In order to ascertain whether what is being said is discriminatory I have a very simple test if I think this kind of nauseating bigotry is rearing its ugly head. It is a test I have used often and have encouraged others to use. I substitute the particular demographic group named [in this case Libyan] with a demographic group about whom our society is already über sensitive. Let us take the test shall we, dear Reader?

In this instance the very first sentence of the piece did it for me. “A villager has expressed security concerns after black/Islamic/gay [you pick one for yourself] soldiers training at Bassingbourn barracks left the base without permission.” Racism, religious bigotry and homophobia bounce off the page and hit you squarely between the eyes, don’t they? Inconceivable that such sentiments should be expressed.

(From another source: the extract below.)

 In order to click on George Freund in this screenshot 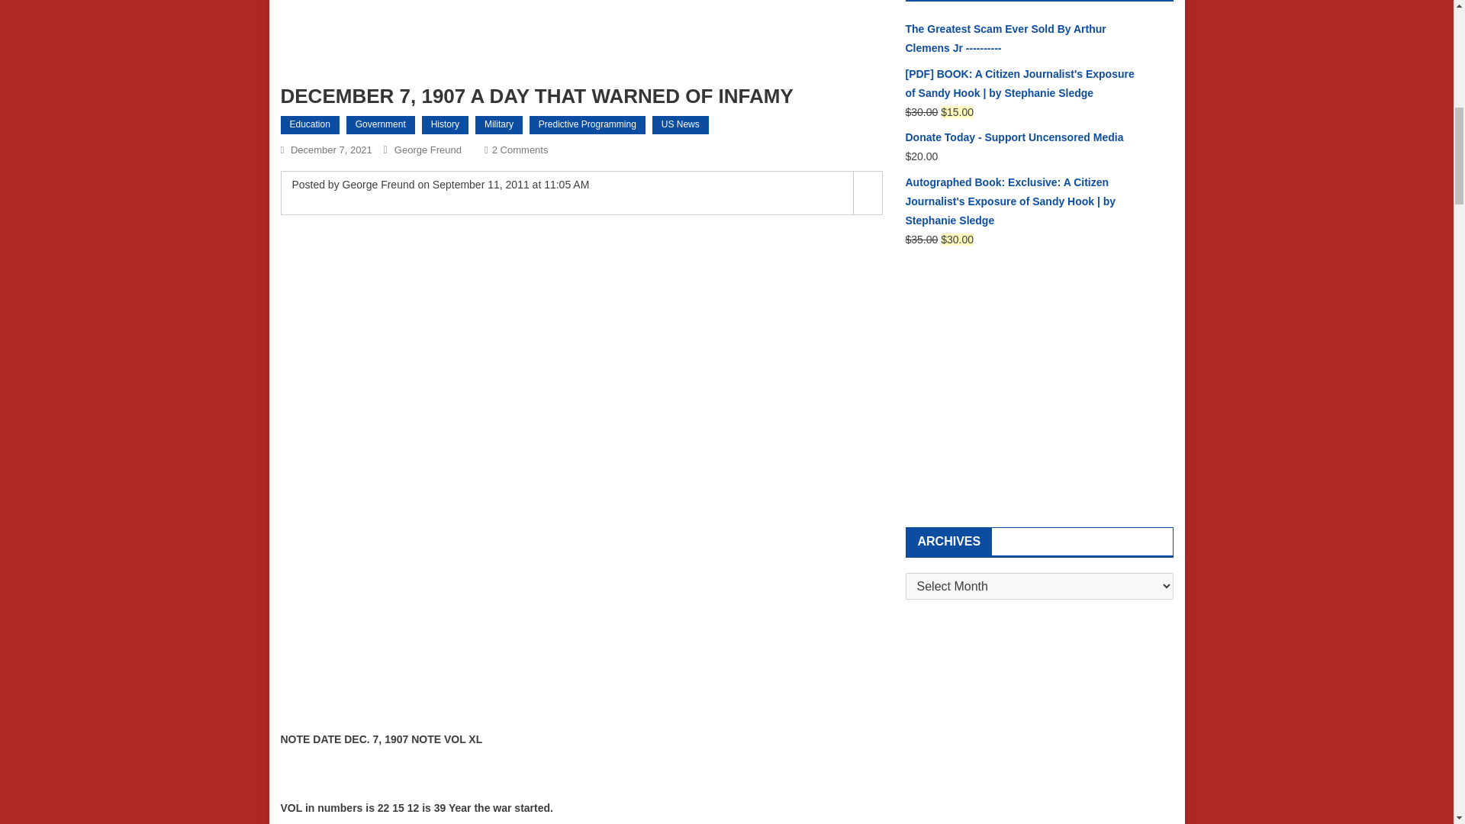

Or maybe not. Perhaps my test is not persuasive enough for you. How about “They [the black/Islamic/gay soldiers] seemed harmless and maybe they were, but that’s not the point.” What exactly is the point I wonder? That because they’re Libyan they must, by definition, be dangerous? It’s almost as transparent as “I have nothing against black people but …” or “Some of my best friends are gay but … ”

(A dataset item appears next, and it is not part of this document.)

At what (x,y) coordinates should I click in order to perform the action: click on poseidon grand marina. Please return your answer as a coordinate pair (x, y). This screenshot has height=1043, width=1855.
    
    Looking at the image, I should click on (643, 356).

Perhaps the resident quoted in the article might argue that there is no correlation between being black, Islamic or gay with being Libyan. After all Libyan troops are not necessarily any of those things and thus the comparison is unfair and the test invalid. So what, I wonder, is it about a Libyan soldier training to be a peacemaker in the Middle East that makes it more tolerable for them to identified as a potential threat and thus be discriminated against?

Well, perhaps I’d better just stop there before I get any further into trouble. Whoops! No! Here I go again. Me and my big mouth. I can just hear the apologists just sharpening their clichés. “It is, after all, better to be safe than sorry” they’ll say, as they lock their front doors, pull up their drawbridges and aim their shotguns through their castles’ arrowslits. “You can’t be too careful” they’ll counsel as they take pot shots at anyone sporting a turban. “You see it’s just that they are more likely to …” What? Radicalise other Royston residents? Start a North Herts jihad?

It is true that these outcomes cannot be completely ruled out. But really! These few members of the supposedly miscreant military were, let me remind you, training to be peacekeepers. They were not crawling through the undergrowth on their bellies, stalking Oliver Heald in a suspicious fashion, sending coded satellite messages back to revolutionary forces in the desert. They were walking to Tesco. Presumably because the rural bus service is so lamentable. They also, it appears, had been sanctioned so to do because they had behaved well.

The logical extension of this kind of despicable hatred is that anyone who is not “one of us” is fair game. I fully accept that I am being both liberal and naïve. I am much, much happier to be accused of being such than ever to sign up to the lock ‘em up or send ‘em home brigade.

We are human beings, let’s behave with some humanity.